Quick Reference: Common UFW Commands
The table below summarizes every common UFW command covered in this guide for quick reference.
| Action | Command |
|---|---|
| Enable UFW | sudo ufw enable |
| Disable UFW | sudo ufw disable |
| Check status | sudo ufw status verbose |
| Set default deny incoming | sudo ufw default deny incoming |
| Set default allow outgoing | sudo ufw default allow outgoing |
| Allow port (TCP) | sudo ufw allow 80/tcp |
| Allow port (UDP) | sudo ufw allow 53/udp |
| Allow service by name | sudo ufw allow ssh |
| Allow port range | sudo ufw allow 6000:6100/tcp |
| Allow from IP | sudo ufw allow from 10.0.1.50 |
| Allow from subnet to port | sudo ufw allow from 192.168.1.0/24 to any port 3306 |
| Deny from IP | sudo ufw deny from 203.0.113.100 |
| Deny outgoing port | sudo ufw deny out 25 |
| Reject traffic | sudo ufw reject in on eth0 to any port 80 |
| Rate limit SSH | sudo ufw limit ssh/tcp |
| Delete rule by number | sudo ufw delete 5 |
| Delete rule by spec | sudo ufw delete allow 80/tcp |
| Insert rule at position | sudo ufw insert 1 allow from 10.0.1.50 |
| List app profiles | sudo ufw app list |
| Show numbered rules | sudo ufw status numbered |
| Enable logging | sudo ufw logging medium |
| Reset all rules | sudo ufw reset |
| Reload rules | sudo ufw reload |
Conclusion
UFW provides a straightforward way to manage firewall rules on Ubuntu servers.

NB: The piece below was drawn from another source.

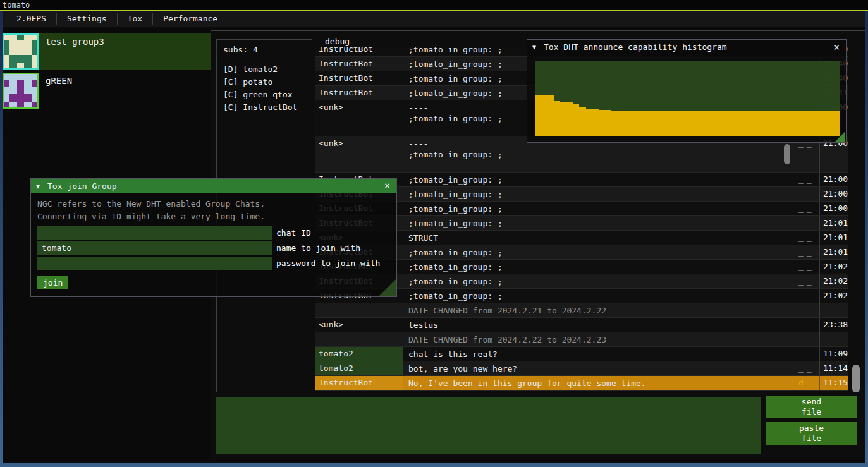 This screenshot has height=467, width=868. What do you see at coordinates (582, 325) in the screenshot?
I see `chat-message-row: <unk>testus__23:38` at bounding box center [582, 325].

For production deployments, keep these practices in mind:
- Always set default policies (deny incoming, allow outgoing) before adding specific rules
- Allow SSH before enabling UFW on remote servers – getting locked out is painful
- Use rate limiting on SSH (
sudo ufw limit ssh/tcp) as a first line of defense against brute force - If running Docker, apply the DOCKER-USER chain fix – Docker bypasses UFW by default
- Restrict database ports (3306, 5432, 6379) to specific IPs or subnets, never open them to the world
- Enable logging at
mediumlevel for good visibility without excessive noise - Review rules periodically with
sudo ufw status numberedand remove anything no longer needed
For securing SSH access on your Ubuntu server beyond firewall rules, see our guide on installing and configuring SSH server on Ubuntu. If you run a WireGuard VPN, remember to allow the VPN port (typically 51820/udp) in UFW as well.